Which (if any) UK census was taken at Easter?

It sounds like a pub quiz question! I’m sure someone told me one of them was.

English Census data is bread and butter to the genealogist. It shows family groupings at 10 year intervals.

So off to Google and here are the census dates from Wiki:

1801 – Tuesday, 10 March
1811 – Monday, 27 May
1821 – Monday, 28 May
1831 – Monday, 30 May
1841 – Sunday, 6 June
1851 – Sunday, 30 March
1861 – Sunday, 7 April
1871 – Sunday, 2 April
1881 – Sunday, 3 April
1891 – Sunday, 5 April
1901 – Sunday, 31 March
1911 – Sunday, 2 April

Of course the censuses before 1841 have very limited usefulness and availability although I did find one for Ossett in 1821 and it helped enormously with by Hetherington ancestors.

So back to Google for Easter dates

1801 – April 5th
1811 – April 14th
1821 – April 22nd
1831 – April 3rd
1841 – April 11th
1851 – April 20th
1861 – March 31st
1871 – April 9th
1881 – April 17th
1891 – March 29th
1901 – April 7th
1911 – April 16th

So – none of them. Now who gave me that duff information…

 

Statistics

I’ve just created a macro to do some statistics on the size of my One Name Study – here’s the results – I must learn how to do tables for the next lot!

As of 03/02/2012  there are:

3990  birth/baptism records

2519  marriages

2233  deaths/burials

342  1841 census records

371  1851

416  1861

375  1871

464  1881

484  1891

588  1901

595  1911

Total number of entries      12377

 

Number of individuals with this number of entries:

Entries    0              1              2              3              4              5              6              7              8              9              10            11

Num.:      283          3180        1343        421          371          211          140          85            74            49            23            1

Total individuals:  6181  of which  3499  are members of a branch.

I found 2 things of great interest – there is only one individual with all 11 entries (this is William born 1835, Wakefield, who became a Methodist minister. Another (Anthony Micklewhite) misses out because I haven’t yet found a marriage for his first “wife” but he did marry his 3rd wife but that gets missed by the simple collection macro.

Secondly, the number of 1871 entries is smaller than 1861 or 1881 – that implies I’ve missed quite a few families. I’ll have to have a better look for odd mistranscriptions – add it the round tuit list!

Wow! 2 posts in one day!

They Make Things Difficult

As I was looking at some statistics for my study (more on this later), I noticed that I had a census entry for someone after they had died – obviously an error somewhere. In this case it was complicated as it was Ann wife of Vincent – but which?

There aren’t many Vincents – but in the timeframe for Ann, there are just 2, born a couple of years apart and first cousins. However, both married wives called Ann. In fact one wife died and that Vincent remarried, yes that’s right, another Ann.

In fact I had got most of it sorted except I hadn’t transferred the later census entries from wife 1 to wife 2 – my error was not copying the death date correctly – I feel a macro to check these dates is about to get written.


#### EXERCISE
For this exercise, please find the lines in the entries that include the word "start" and copy them.
#####
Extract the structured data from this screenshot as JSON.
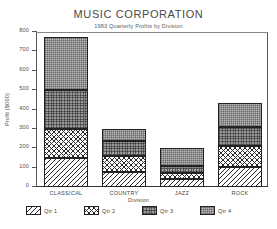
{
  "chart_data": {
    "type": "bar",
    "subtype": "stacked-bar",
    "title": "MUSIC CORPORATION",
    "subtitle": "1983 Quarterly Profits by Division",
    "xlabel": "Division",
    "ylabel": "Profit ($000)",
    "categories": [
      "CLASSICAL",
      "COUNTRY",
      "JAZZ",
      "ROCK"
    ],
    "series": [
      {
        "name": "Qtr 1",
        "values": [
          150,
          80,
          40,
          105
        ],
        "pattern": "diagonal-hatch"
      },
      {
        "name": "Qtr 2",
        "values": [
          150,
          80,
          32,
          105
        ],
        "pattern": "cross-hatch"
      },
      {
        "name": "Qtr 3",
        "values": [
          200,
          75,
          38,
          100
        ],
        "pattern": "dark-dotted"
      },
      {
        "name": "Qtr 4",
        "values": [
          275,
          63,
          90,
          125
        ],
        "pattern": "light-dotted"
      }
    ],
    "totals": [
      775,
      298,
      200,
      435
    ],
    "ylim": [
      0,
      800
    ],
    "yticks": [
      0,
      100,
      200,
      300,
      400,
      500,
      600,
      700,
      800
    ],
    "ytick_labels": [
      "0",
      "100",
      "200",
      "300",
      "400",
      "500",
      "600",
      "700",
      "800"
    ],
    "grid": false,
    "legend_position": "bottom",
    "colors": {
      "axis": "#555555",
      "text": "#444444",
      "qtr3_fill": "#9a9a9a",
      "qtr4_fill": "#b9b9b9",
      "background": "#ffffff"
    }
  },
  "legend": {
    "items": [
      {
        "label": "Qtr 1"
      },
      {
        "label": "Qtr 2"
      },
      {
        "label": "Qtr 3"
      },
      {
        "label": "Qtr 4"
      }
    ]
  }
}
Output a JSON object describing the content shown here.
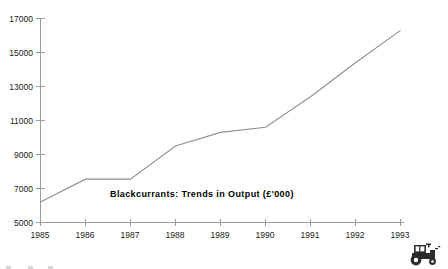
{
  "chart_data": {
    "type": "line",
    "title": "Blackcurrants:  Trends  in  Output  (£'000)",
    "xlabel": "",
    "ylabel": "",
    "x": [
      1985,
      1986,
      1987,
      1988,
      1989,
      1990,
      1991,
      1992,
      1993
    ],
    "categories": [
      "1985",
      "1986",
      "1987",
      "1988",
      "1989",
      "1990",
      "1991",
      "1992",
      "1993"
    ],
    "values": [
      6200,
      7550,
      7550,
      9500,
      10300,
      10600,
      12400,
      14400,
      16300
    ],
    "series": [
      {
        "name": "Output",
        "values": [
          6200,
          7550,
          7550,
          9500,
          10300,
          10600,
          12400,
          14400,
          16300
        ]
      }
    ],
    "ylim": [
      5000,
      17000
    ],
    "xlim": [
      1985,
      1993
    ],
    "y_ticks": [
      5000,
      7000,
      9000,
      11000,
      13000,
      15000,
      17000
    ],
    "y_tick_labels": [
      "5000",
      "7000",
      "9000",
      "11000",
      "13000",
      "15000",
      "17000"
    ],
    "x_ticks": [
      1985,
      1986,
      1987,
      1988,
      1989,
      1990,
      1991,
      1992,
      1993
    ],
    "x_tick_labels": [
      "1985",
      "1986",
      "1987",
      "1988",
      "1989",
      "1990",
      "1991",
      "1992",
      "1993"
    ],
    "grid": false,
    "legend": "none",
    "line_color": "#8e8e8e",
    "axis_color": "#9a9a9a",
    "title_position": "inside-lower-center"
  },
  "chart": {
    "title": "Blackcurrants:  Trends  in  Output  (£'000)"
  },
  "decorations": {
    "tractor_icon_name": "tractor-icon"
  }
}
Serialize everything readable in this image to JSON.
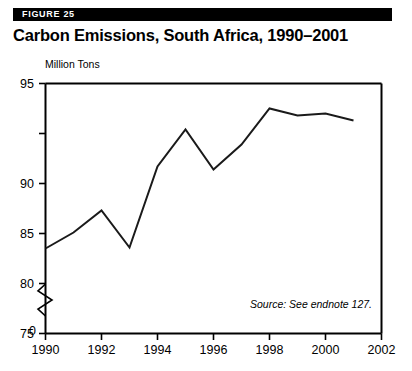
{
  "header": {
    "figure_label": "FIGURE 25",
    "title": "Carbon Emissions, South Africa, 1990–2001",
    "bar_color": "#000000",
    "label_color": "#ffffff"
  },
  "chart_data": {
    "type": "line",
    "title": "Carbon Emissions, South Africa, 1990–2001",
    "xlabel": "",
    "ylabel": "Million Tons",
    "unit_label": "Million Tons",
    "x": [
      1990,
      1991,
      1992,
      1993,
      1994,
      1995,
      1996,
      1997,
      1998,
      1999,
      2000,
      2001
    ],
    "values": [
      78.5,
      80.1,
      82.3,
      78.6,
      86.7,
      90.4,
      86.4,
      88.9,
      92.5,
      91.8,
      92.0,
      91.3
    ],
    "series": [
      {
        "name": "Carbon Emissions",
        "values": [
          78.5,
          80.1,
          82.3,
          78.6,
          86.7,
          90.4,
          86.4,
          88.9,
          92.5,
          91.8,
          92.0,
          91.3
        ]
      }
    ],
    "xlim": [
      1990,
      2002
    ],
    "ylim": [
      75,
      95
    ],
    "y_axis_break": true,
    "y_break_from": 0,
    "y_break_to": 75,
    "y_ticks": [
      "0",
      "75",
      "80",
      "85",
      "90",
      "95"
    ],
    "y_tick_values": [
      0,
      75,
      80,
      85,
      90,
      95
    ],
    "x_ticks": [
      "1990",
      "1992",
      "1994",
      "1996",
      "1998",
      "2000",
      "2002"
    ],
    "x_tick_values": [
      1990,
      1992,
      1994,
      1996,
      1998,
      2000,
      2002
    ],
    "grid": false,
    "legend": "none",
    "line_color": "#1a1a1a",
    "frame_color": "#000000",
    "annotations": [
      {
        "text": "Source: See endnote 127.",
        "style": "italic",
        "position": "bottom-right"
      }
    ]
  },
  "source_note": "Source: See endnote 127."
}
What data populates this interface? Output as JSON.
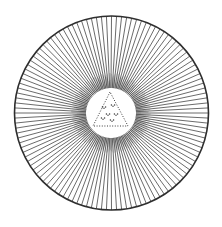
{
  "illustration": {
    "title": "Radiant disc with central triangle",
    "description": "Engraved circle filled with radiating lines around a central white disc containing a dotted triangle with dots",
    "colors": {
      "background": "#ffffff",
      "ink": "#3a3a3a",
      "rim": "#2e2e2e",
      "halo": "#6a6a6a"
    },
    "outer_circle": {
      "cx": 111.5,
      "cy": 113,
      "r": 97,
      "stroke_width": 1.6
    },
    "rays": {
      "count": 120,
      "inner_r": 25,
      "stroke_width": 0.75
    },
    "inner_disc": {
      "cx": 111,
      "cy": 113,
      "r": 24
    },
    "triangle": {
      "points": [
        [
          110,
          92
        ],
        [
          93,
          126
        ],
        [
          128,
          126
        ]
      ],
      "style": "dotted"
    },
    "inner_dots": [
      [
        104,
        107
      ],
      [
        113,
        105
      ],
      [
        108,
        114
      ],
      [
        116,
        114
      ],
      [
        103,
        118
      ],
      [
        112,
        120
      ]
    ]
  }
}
#####
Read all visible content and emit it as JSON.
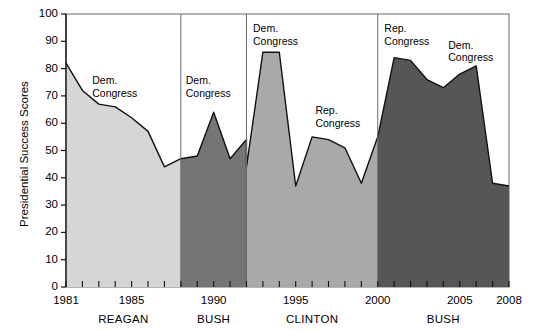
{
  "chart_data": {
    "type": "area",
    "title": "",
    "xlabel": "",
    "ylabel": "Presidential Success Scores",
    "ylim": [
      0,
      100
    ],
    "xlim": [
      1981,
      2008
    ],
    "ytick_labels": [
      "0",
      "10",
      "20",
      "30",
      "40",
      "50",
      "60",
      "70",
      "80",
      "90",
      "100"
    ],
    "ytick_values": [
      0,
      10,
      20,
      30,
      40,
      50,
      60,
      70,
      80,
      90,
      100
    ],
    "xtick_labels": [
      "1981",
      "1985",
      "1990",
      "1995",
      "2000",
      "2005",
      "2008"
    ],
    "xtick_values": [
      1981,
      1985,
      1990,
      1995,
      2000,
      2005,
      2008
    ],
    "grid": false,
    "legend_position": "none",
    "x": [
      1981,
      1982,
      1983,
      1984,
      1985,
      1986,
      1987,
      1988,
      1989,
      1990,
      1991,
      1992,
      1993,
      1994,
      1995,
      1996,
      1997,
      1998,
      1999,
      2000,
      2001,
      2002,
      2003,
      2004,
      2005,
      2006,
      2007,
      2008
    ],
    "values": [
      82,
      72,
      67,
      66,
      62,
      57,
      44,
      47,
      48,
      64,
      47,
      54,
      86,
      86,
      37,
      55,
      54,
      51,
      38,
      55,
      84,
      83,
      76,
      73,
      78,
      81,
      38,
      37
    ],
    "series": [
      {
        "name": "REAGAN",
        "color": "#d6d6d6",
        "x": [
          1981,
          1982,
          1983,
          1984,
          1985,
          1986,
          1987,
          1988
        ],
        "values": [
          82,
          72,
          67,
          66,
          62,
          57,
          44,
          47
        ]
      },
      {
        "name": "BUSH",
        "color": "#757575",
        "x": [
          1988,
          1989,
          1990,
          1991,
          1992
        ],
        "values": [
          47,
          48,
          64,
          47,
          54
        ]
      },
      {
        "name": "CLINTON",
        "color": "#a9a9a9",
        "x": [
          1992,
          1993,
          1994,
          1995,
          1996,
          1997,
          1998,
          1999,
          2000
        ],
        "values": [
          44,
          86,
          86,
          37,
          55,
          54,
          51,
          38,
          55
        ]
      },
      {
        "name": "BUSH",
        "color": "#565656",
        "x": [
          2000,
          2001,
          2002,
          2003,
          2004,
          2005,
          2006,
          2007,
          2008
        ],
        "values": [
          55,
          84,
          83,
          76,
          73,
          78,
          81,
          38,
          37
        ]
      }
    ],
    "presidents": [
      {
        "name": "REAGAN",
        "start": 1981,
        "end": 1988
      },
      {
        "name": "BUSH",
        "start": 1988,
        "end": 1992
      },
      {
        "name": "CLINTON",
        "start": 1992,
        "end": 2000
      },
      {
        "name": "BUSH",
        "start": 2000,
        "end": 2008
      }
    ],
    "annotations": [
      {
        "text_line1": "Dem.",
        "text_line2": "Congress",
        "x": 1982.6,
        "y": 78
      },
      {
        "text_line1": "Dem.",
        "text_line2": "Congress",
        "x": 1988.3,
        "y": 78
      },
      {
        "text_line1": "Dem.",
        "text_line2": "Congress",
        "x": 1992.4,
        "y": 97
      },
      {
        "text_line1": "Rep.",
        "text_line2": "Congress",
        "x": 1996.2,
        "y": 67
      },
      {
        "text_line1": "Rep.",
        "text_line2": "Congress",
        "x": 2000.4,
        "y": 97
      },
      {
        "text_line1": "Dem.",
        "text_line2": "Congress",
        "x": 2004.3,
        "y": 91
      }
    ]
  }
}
#####
#### EXERCISE RESPONSE
        "start": 1981,
        "start": 1988,
        "start": 1992,
        "start": 2000,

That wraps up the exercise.